I did recently upgrade to operating system Big Sur 11.6.8. I can’t upgrade to Monterey as my computer is too old. I upgraded a few days before the problem was discovered.

Any help would be greatly appreciated. Thank you very much.
 

HDFan

Contributor
Jun 30, 2007
7,160
3,208
When I try to delete an old backup folder

Did you try to delete a backup folder within the Time Machine backup? Not a good idea as it can corrupt pointers.

Can you create/delete a new folder, not in the Time Machine directory structure, on the drive?

Note that in a 3-2-1 backup strategy TM can only be one backup due to its unreliabilty.
 

BHanular

macrumors newbie
Original poster
Apr 30, 2022
15
5
Thank you for the reply! That’s much appreciated. I can create/delete new folders outside the Time Machine directory. I do not use the 3-2-1 backup strategy. I was able to delete folders within the backup directory before this issue with no problem. I did that to free up space on the hard drive. It’s been a year ago since I did that, and TM had been working fine until now. The hard drive is functional for except for this issue.

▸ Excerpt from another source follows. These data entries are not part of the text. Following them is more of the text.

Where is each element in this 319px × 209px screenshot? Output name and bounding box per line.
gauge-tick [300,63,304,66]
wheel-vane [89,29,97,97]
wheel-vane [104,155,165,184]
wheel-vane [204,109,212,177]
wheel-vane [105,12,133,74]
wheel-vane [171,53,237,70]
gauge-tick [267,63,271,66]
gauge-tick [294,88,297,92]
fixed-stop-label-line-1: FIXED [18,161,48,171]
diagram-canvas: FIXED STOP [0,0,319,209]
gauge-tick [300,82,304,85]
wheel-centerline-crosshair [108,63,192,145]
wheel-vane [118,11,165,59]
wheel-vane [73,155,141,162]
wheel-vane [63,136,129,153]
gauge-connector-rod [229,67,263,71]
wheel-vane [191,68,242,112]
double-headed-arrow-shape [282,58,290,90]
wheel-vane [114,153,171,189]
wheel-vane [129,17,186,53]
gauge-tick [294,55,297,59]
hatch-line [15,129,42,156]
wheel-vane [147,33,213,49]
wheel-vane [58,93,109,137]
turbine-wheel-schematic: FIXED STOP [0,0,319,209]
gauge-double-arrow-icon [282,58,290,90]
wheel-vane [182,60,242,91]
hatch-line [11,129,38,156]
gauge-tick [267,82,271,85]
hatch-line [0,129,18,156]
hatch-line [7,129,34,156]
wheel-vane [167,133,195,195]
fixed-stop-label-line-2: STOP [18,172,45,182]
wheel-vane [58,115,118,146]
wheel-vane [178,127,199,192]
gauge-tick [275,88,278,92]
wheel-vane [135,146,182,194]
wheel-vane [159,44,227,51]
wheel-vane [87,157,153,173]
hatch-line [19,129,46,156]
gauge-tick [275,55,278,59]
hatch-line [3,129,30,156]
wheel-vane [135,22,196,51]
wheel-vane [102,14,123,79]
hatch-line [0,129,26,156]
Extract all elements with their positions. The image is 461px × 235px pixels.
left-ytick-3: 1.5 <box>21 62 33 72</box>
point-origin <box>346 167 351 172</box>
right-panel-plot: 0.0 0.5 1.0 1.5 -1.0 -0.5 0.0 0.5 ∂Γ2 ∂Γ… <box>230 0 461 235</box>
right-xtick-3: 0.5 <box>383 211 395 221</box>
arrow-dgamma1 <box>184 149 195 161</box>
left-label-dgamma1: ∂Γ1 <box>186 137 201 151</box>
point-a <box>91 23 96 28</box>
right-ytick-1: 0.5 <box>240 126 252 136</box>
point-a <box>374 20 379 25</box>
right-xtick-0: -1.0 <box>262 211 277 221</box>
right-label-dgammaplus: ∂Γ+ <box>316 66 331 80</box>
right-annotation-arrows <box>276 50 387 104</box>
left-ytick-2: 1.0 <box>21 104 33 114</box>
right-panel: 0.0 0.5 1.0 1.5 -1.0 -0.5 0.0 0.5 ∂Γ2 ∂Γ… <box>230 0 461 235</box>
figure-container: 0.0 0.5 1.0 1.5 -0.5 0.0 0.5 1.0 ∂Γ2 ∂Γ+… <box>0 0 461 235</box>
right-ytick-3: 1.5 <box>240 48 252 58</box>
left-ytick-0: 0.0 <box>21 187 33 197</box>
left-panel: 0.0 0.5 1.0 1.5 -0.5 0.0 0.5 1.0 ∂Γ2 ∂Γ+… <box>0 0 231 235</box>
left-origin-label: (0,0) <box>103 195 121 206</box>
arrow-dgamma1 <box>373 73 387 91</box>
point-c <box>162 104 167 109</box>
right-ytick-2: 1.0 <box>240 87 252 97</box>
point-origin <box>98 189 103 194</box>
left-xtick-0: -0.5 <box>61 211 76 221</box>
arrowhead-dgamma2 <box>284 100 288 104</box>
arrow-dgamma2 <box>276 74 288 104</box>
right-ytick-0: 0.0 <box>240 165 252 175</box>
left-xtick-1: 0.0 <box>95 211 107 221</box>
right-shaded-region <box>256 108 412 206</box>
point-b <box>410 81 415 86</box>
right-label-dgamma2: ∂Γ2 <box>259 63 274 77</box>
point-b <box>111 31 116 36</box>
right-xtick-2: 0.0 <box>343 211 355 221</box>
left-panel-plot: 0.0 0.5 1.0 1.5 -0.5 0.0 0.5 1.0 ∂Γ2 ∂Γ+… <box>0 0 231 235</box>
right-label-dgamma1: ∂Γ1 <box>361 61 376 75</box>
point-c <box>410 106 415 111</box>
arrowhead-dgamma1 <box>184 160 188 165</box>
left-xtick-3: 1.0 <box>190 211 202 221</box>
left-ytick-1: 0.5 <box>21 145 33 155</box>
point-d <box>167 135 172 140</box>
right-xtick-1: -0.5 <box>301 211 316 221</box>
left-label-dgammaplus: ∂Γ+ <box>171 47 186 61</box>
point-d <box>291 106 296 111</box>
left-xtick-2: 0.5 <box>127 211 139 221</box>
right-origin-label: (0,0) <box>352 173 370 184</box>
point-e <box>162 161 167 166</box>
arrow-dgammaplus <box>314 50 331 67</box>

Any help would be greatly appreciated.

Thank you again.
 

svenmany

macrumors demi-god
Jun 19, 2011
2,217
1,469
If you don't need anything off the TM back-up. just delete it from the Seagate & start a new one - I've had to do this at various points over the years, but way way easier than troubleshooting stuff.

I've been in this boat before and ended up following that advice. It's not without risk though; I never know whether some day I'll need an old version of a file, or a deleted file. It really isn't enough for me to only consider what I need now.